The National Movement Party ("Milliyetci Hareket Partisi", MHP, aka Nationalist Action Party), founded by Alparslan Turkes in the 1960s, like all other parties, was banned after the military coup of September 12, 1980. The National Workers Party ("Milliyetci Calisma Partisi", MCP) was founded in 1983 as a successor to the MHP, which as of 1992 is once again known as the MHP. A significant pillar of the MHP's ideology is the creation of the Turan, the Great Turkish Empire, including Turkish peoples in the countries of the former Soviet Union. The MHP supports the government's military approach to an 11-year insurgency by the Kurdistan Workers Party (PKK) in southeast Turkey, and it opposes any concessions to Kurdish separatists.
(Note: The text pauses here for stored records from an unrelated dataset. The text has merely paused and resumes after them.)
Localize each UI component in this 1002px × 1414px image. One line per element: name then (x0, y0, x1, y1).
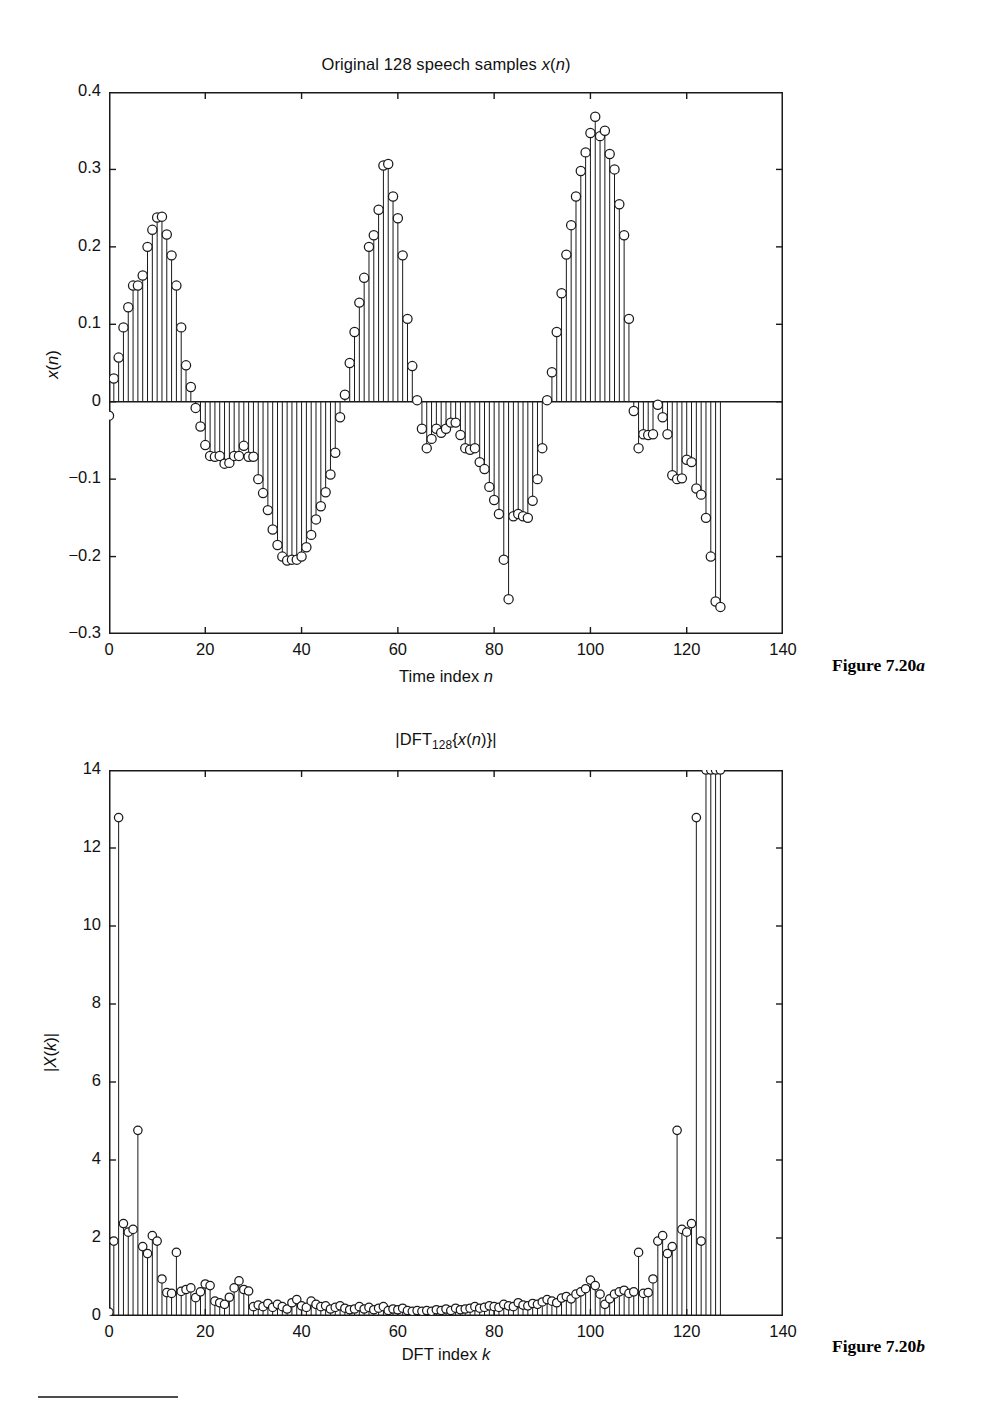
figure-caption-a-suffix: a (916, 655, 925, 675)
figure-caption-b-prefix: Figure 7.20 (832, 1336, 916, 1356)
chart-a-xtick-label: 140 (753, 640, 813, 659)
chart-b-ytick-label: 12 (83, 837, 101, 856)
chart-b-y-axis-label: |X(k)| (41, 993, 60, 1113)
figure-caption-a-prefix: Figure 7.20 (832, 655, 916, 675)
chart-a-x-axis-label: Time index n (109, 667, 783, 686)
chart-a-ytick-label: −0.2 (68, 546, 101, 565)
chart-a-ytick-label: 0.1 (78, 313, 101, 332)
chart-a-ytick-label: 0 (92, 391, 101, 410)
chart-a-y-axis-label: x(n) (43, 305, 62, 425)
chart-b-xtick-label: 120 (657, 1322, 717, 1341)
chart-a-xtick-label: 20 (175, 640, 235, 659)
figure-caption-b: Figure 7.20b (832, 1336, 925, 1357)
chart-a-xtick-label: 80 (464, 640, 524, 659)
chart-a-ytick-label: −0.3 (68, 623, 101, 642)
chart-b-xtick-label: 140 (753, 1322, 813, 1341)
figure-7-20a-block: Original 128 speech samples x(n) x(n) 02… (0, 0, 1002, 700)
chart-b-ytick-label: 0 (92, 1305, 101, 1324)
chart-b-x-axis-label: DFT index k (109, 1345, 783, 1364)
chart-b-ytick-label: 6 (92, 1071, 101, 1090)
chart-b-xtick-label: 40 (272, 1322, 332, 1341)
chart-a-plot-area: 020406080100120140−0.3−0.2−0.100.10.20.3… (109, 92, 783, 634)
page-footnote-rule (38, 1396, 178, 1398)
chart-a-xtick-label: 40 (272, 640, 332, 659)
chart-b-xtick-label: 0 (79, 1322, 139, 1341)
chart-b-xtick-label: 100 (560, 1322, 620, 1341)
chart-b-ytick-label: 8 (92, 993, 101, 1012)
chart-b-ytick-label: 10 (83, 915, 101, 934)
chart-a-xtick-label: 60 (368, 640, 428, 659)
chart-a-xtick-label: 0 (79, 640, 139, 659)
chart-b-plot-area: 02040608010012014002468101214 (109, 770, 783, 1316)
chart-b-title: |DFT128{x(n)}| (109, 730, 783, 752)
chart-b-ytick-label: 14 (83, 759, 101, 778)
chart-a-title: Original 128 speech samples x(n) (109, 55, 783, 74)
chart-a-ytick-label: 0.3 (78, 158, 101, 177)
chart-b-stem-plot (109, 770, 783, 1316)
chart-b-xtick-label: 20 (175, 1322, 235, 1341)
chart-a-xtick-label: 100 (560, 640, 620, 659)
chart-b-ytick-label: 2 (92, 1227, 101, 1246)
chart-a-ytick-label: −0.1 (68, 468, 101, 487)
chart-a-stem-plot (109, 92, 783, 634)
chart-a-xtick-label: 120 (657, 640, 717, 659)
chart-b-xtick-label: 80 (464, 1322, 524, 1341)
figure-caption-b-suffix: b (916, 1336, 925, 1356)
chart-b-xtick-label: 60 (368, 1322, 428, 1341)
chart-b-ytick-label: 4 (92, 1149, 101, 1168)
figure-caption-a: Figure 7.20a (832, 655, 925, 676)
chart-a-ytick-label: 0.2 (78, 236, 101, 255)
chart-a-ytick-label: 0.4 (78, 81, 101, 100)
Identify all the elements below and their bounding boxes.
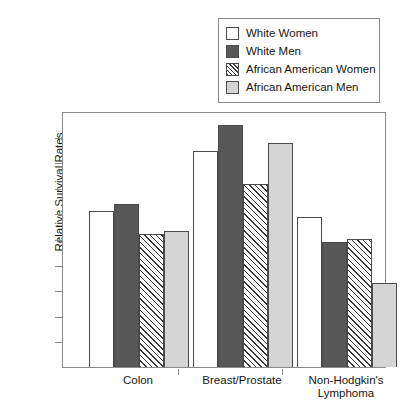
- y-tick-mark: [55, 317, 62, 318]
- legend-label: African American Men: [246, 81, 359, 94]
- y-tick-mark: [55, 291, 62, 292]
- y-tick-mark: [55, 240, 62, 241]
- legend-swatch-african-american-men-icon: [226, 81, 239, 94]
- y-tick-mark: [55, 163, 62, 164]
- legend-label: White Women: [246, 27, 318, 40]
- x-axis-label: Non-Hodgkin's Lymphoma: [286, 374, 404, 400]
- legend-swatch-african-american-women-icon: [226, 63, 239, 76]
- x-axis-separator-tick: [282, 369, 283, 375]
- y-tick-mark: [55, 342, 62, 343]
- bar: [322, 242, 347, 367]
- x-axis-label: Breast/Prostate: [182, 374, 302, 387]
- legend-item: African American Women: [226, 60, 372, 78]
- chart-legend: White Women White Men African American W…: [218, 18, 380, 103]
- bar: [114, 204, 139, 367]
- bar: [89, 211, 114, 367]
- bar-group: [89, 113, 189, 367]
- bar: [139, 234, 164, 367]
- legend-item: White Women: [226, 24, 372, 42]
- bar: [243, 184, 268, 367]
- x-axis-label: Colon: [78, 374, 198, 387]
- bar-group: [297, 113, 397, 367]
- legend-item: White Men: [226, 42, 372, 60]
- bar: [218, 125, 243, 367]
- legend-swatch-white-men-icon: [226, 45, 239, 58]
- plot-area: [62, 112, 386, 368]
- bars-container: [63, 113, 385, 367]
- y-tick-mark: [55, 214, 62, 215]
- y-tick-mark: [55, 189, 62, 190]
- y-tick-mark: [55, 266, 62, 267]
- bar: [193, 151, 218, 367]
- bar: [164, 231, 189, 367]
- legend-label: White Men: [246, 45, 301, 58]
- bar: [268, 143, 293, 367]
- legend-label: African American Women: [246, 63, 376, 76]
- bar-group: [193, 113, 293, 367]
- bar: [347, 239, 372, 367]
- legend-swatch-white-women-icon: [226, 27, 239, 40]
- y-tick-mark: [55, 138, 62, 139]
- bar: [297, 217, 322, 367]
- x-axis-separator-tick: [178, 369, 179, 375]
- legend-item: African American Men: [226, 78, 372, 96]
- bar: [372, 283, 397, 367]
The unofficial militant arm of the MHP -- known as the Grey Wolves after a legendary she-wolf that led captive Central Asian Turks to freedom -- has been involved in street killings and gunbattles with leftists. Mehmet Ali Agca, the Turkish gunman who shot and wounded Pope John Paul II in 1981, was a former Grey Wolf. The Grey Wolves have been accused of assassinating, on July 6, 1996, the prominent Turkish Cypriot journalist Kutlu Adali, because of his criticism of the Denktash regime and, more generally, of Turkey's policies in Cyprus. In 1996 a turkish deputy from Tansu Ciller's True Path Party (DYP) revealed that Abdullah Chatli, the leader of the Grey Wolves, was are responsible for arson fires in Greece's islands. Catli was killed in a 1996 car accident in Turkey which brought to light the relations between Turkish mafia and the government.